We in the UK spend almost a fifth less on health than the EU average, and only around a third of the per person spending in the USA – according to a 2010 article in the Journal of the Royal Society of Medicine comparing the two systems.
We all now have complaints about the level of service provided currently by our overloaded and cash-strapped NHS. Waiting times are sometimes ridiculously long and appointments hard to get. We need a better NHS, and to pay more for a better NHS, one that is better integrated rather than divided by Lansley’s competitive marketing-based model. But I have little confidence that our current government will make the right changes for either the NHS staff or the people.
We also need much better industrial relations, and the efforts by the new Labour government to sort out the disputes with healthcare workers deliberately engineered by the Tories which led to the strikes are encouraging. But many more changes to improve staff morale and retention are necessary. To remove the reliance on agency staff there needs to be an improvement in the treatment of NHS employed staff – and a number of simple measures including the removal of staff parking charges would help. And of course we also need to train more healthcare staff at all levels and in all specialities.
The rally on 15th September 2012 was supported by local councils and local MPs and there were many speakers with years of experience in the NHS who gave short speeches about the effects the closures would have – and the inevitable deaths that would result, particularly from the longer journey times through often highly congested streets to the remaining A&E services. Fortunately most of the politicians were told they would have to wait for the rally at the end of the march to speak. So I missed them as I walked a few hundred yards with the marchers along the main road towards Ealing and the rally, but then left them and walked to the station to take a train into central London.

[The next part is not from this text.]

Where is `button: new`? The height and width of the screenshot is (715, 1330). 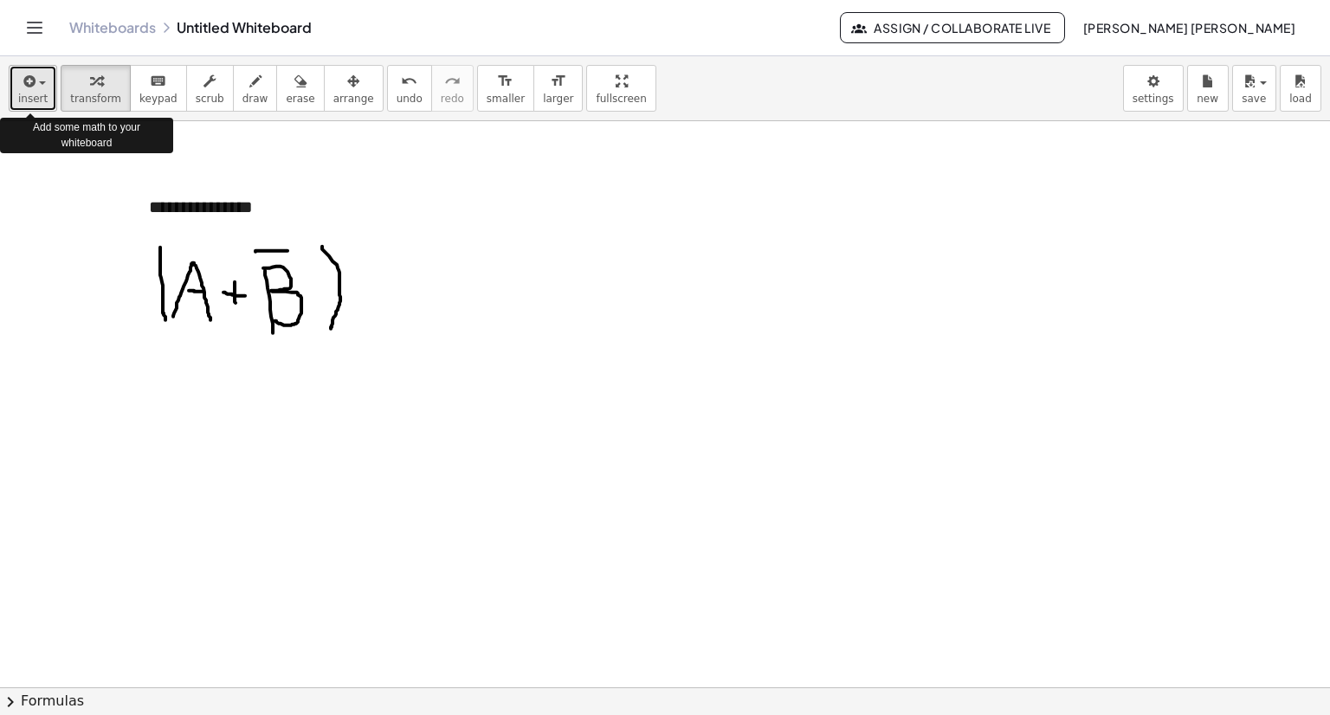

More about the rally and march on My London Diary at Thousands March to Save Hospitals.
March & Rally for a Secular Europe – Westminster
Around 250 humanists, atheists and others marched from Storey’s Gate, next to Methodist Central Hall and across the road from Westminster Abbey, both in their different ways reminders of the links between the state and states and religion. And I presume the rally venue in Temple Place was chosen for the same reason.
They had come protest against the privileged status of religion and call for a truly secular society with freedom of religion, conscience and speech with equal rights for all in countries across the world, but particularly in Europe.
They demanded a secular Europe with complete separation between church and state and with no special status on grounds of religion, one law for all without execeptions.
The main banner read ‘For Universal Human Rights‘ and marchers chanted slogans including ‘2,4,6,8, Separate church and state‘ and of course ‘What do we want? A Secular Europe. When do we want it? Now‘, as well as stating that Women’s rights (and Gay Rights, Children’s Rights etc) are Human Rights.
But perhaps the most popular chant was one directed in particular against the Catholic Church, ‘Keep your rosaries Off my ovaries.” And at the rally in Temple Place Sue Cox of Survivors Voice, reminded us not just of sexual abuse of children by priests, but also of the continuing failure of the Catholic Church to deal with this, as well as the sinister power that that church still wields in countries including Italy.
As the march arrived at the rally there the London Humanist Choir performed some Monty Python songs before a number of speeches from Peter Tatchell and others. As he said, many people of faith also support both equality and the separation of religion and state, and that “for every bigot there are also people of faith who are with us.”
More at March & Rally for a Secular Europe.